Thanks for the feedback.
So the consensus so far is:
SSD: OS and Apps
HD: Home directory and general storage
Any other suggestions?
If at all possible, split the "big file" parts of the home directory (iTunes library, videos, etc) from the core parts (the 'Library' directory, for instance). You want any files that are going to be accessed frequently and quasi-randomly to be on the SSD (as the performance gain is xbawks-hueg) rather than on the HD.
I can't speak to the performance of the BTO SSD, but in my 2010 MBP I get about 15MB/s from an OWC SSD for random 4k reads (the sort of stuff cache does, or loading prefs on startup).

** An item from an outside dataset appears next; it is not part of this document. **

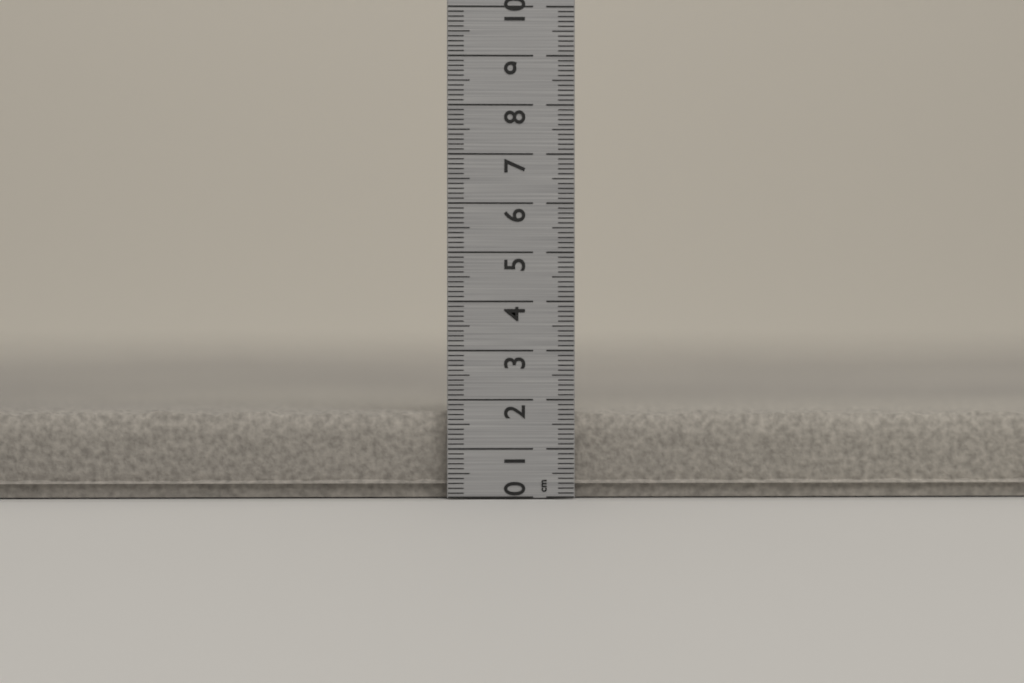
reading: 1.8 cm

Sounds crappy, until you realize that the 5400rpm drive the SSD replaced could *barely* manage 1MB/s under that same load - the heads spent most of their time moving around, not transferring data.
Probably not relevant for the iMac, but one other advantage this offers is that the HD can spin down when not in use (when iTunes isn't playing anything, etc) - there's a noticeable pause when it's first accessed, but it does save some battery life to not keep it spinning.
Overall, here's a simple guide
- on the SSD: files that are accessed randomly and/or that will block the system waiting for them to be read
- on the HD: files that are mostly read sequentially, bigger files. Conveniently, those two categories are nearly identical for most workloads (doing heavy NLE on uncompressed HD video is a typical exception - big files, accessed somewhat randomly).